Humane video conferencing

I set a UX vision and strategy for humane and intelligent video conference features for a 60+ person team:

  • We focused on the human aspects of telepresence, creating a product development environment that emphasized empathy and collaboration.
  • We started with science and made honest and difficult choices based on user data. These choices gave us confidence we were building the right thing.
  • We built to learn. Offline rooms, dedicated lab networks, dSLRs strapped to walls… We built our own VC system to deeply understand the medium in which we work.

The humans in the room

We identified the “bowling alley effect” as a major pain point in meetings – a blocker to how people see and are seen to others. This fundamentally affects communication and meeting outcomes.

Detecting a distant participant's face is the first challenge in framing everyone fairly

From this, we developed the concept of natural scale, where participants are shown life-size when they speak, resulting in improved communication metrics. This led us to implementing computer vision to seamlessly control the meeting room camera in a way that ensures fairness for all users.

Face position drives how the camera crops the room, framing each participant at natural scale

89% of participants reported satisfaction with seeing others at natural scale, compared to 74% in the default configuration.

A template for innovation

Our work led us to pioneer other advanced features – many of which have been launched to Google Workspace users.
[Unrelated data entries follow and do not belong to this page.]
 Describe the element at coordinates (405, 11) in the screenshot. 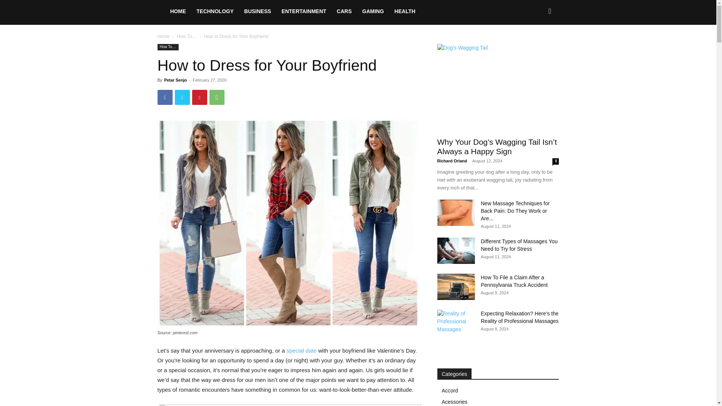

I see `HEALTH` at that location.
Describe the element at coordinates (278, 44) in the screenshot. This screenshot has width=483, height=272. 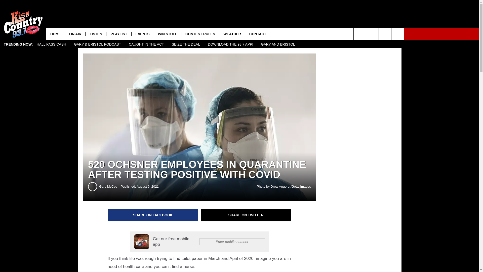
I see `GARY AND BRISTOL` at that location.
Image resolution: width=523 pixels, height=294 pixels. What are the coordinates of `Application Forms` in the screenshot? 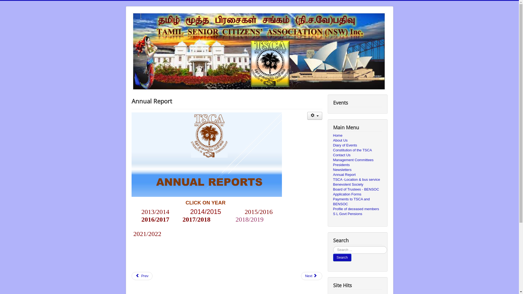 It's located at (357, 195).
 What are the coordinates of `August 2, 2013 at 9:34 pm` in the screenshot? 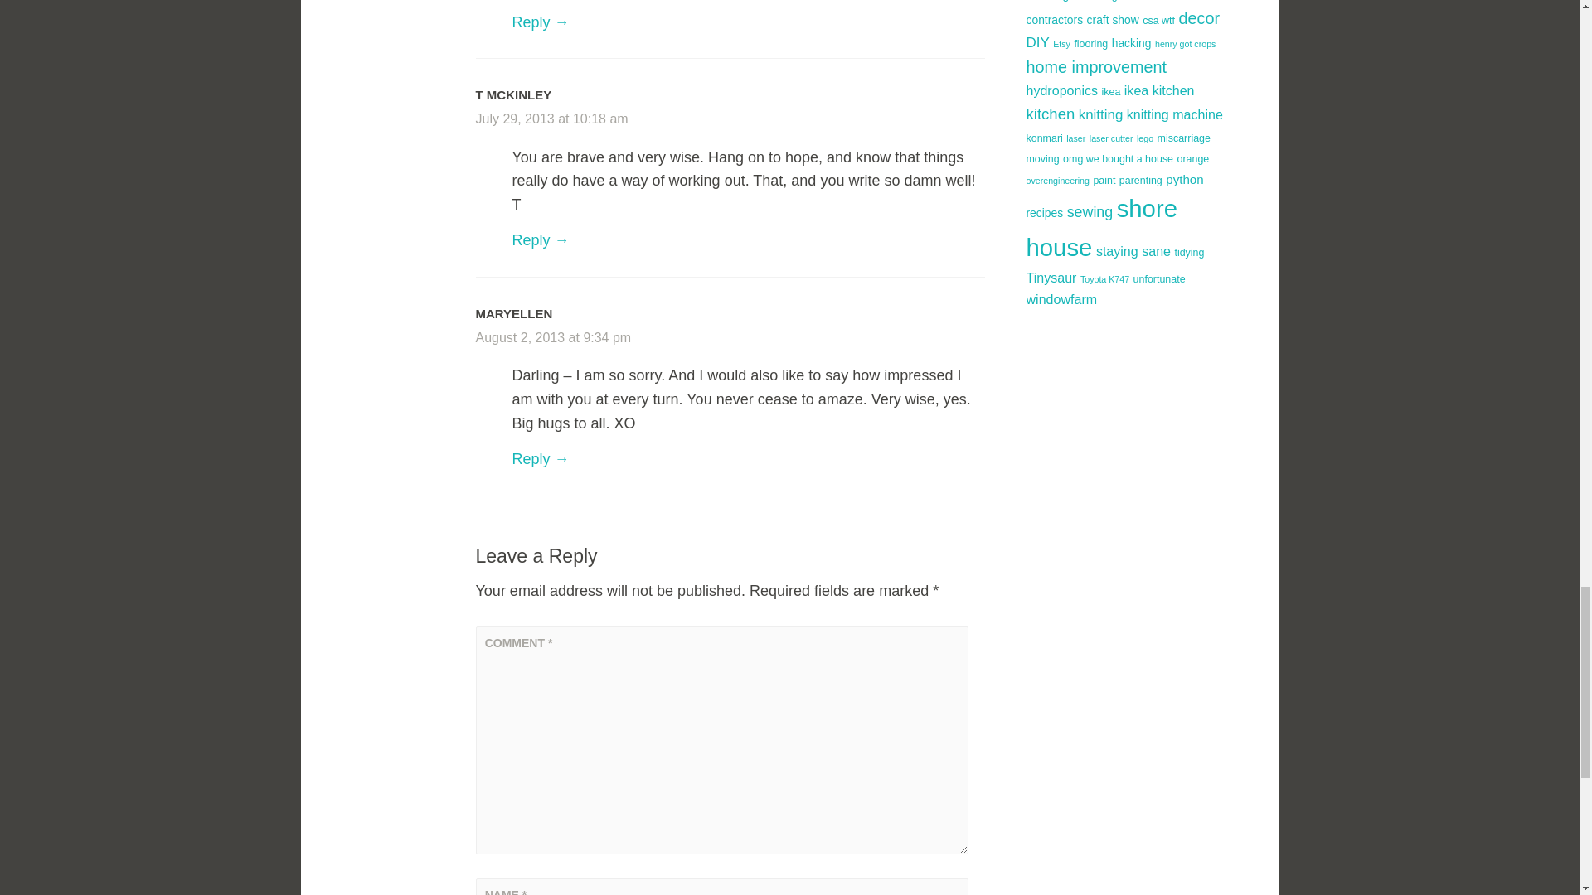 It's located at (554, 337).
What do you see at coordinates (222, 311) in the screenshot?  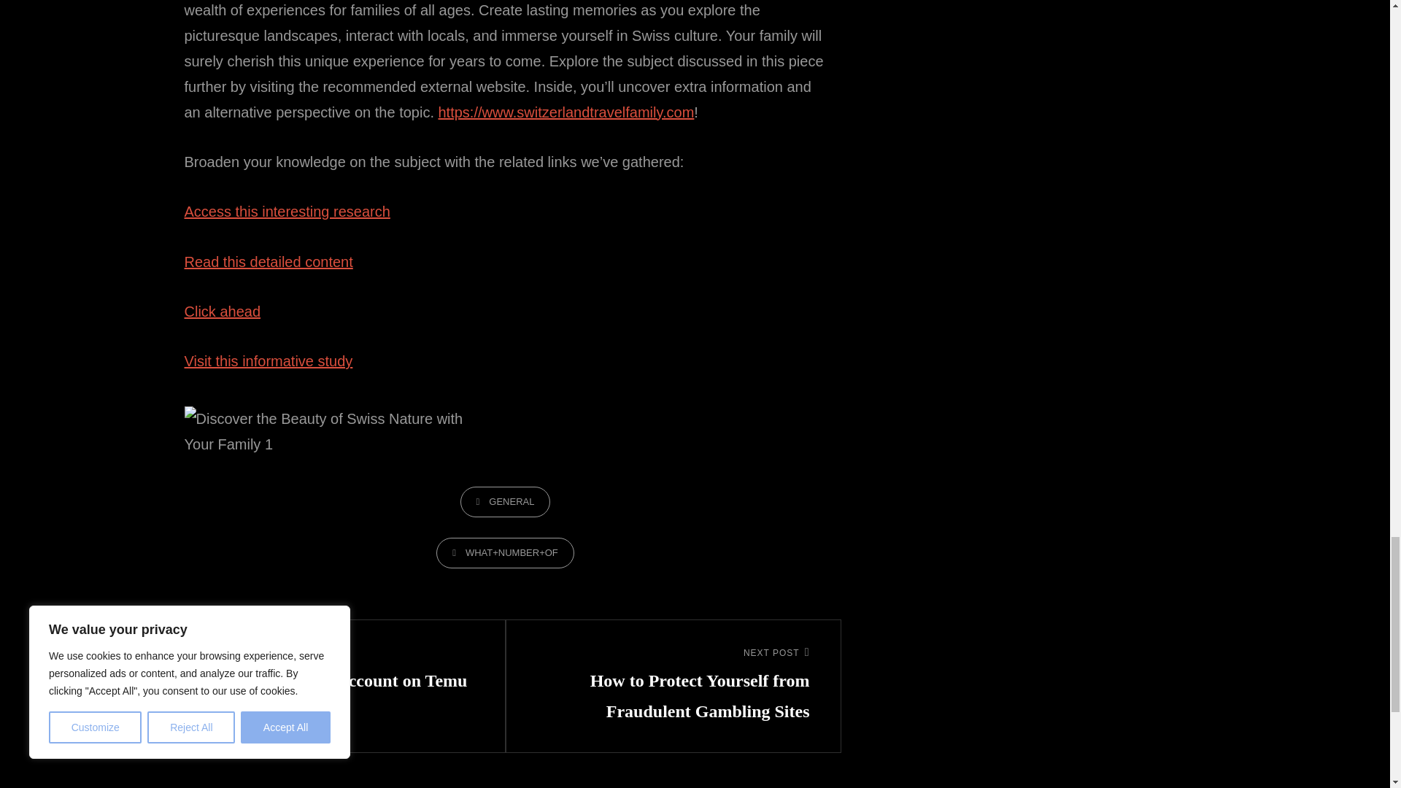 I see `Click ahead` at bounding box center [222, 311].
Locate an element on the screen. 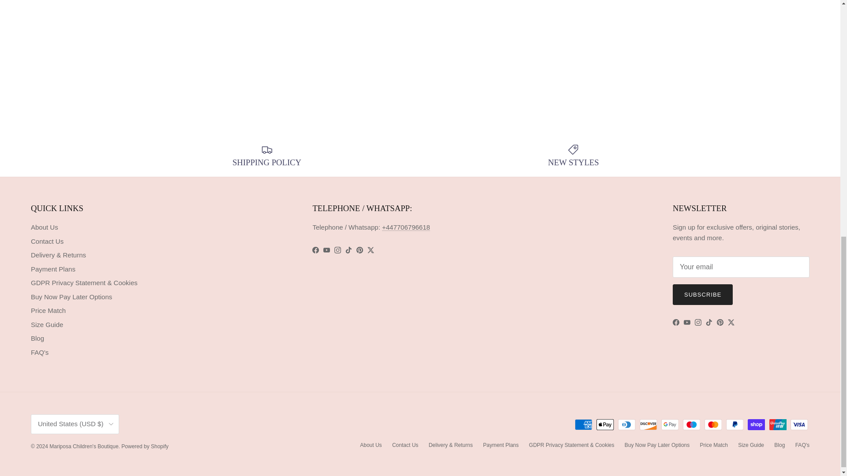  Mariposa Children's Boutique on Facebook is located at coordinates (316, 250).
Animation of a camera automatically panning and zooming to keep meeting participants centered as they move.
Automatic camera framing
Before-and-after of a participant's face under poor lighting, then re-lit by machine learning to appear evenly illuminated.
Machine-generated portrait lighting
A meeting room with a laptop on the table showing the Companion mode UI alongside the room's main video feed.
Companion mode lets meeting room participants follow along with their personal device
A dark video frame brightened in real time by computational photography, revealing a clear view of the participant.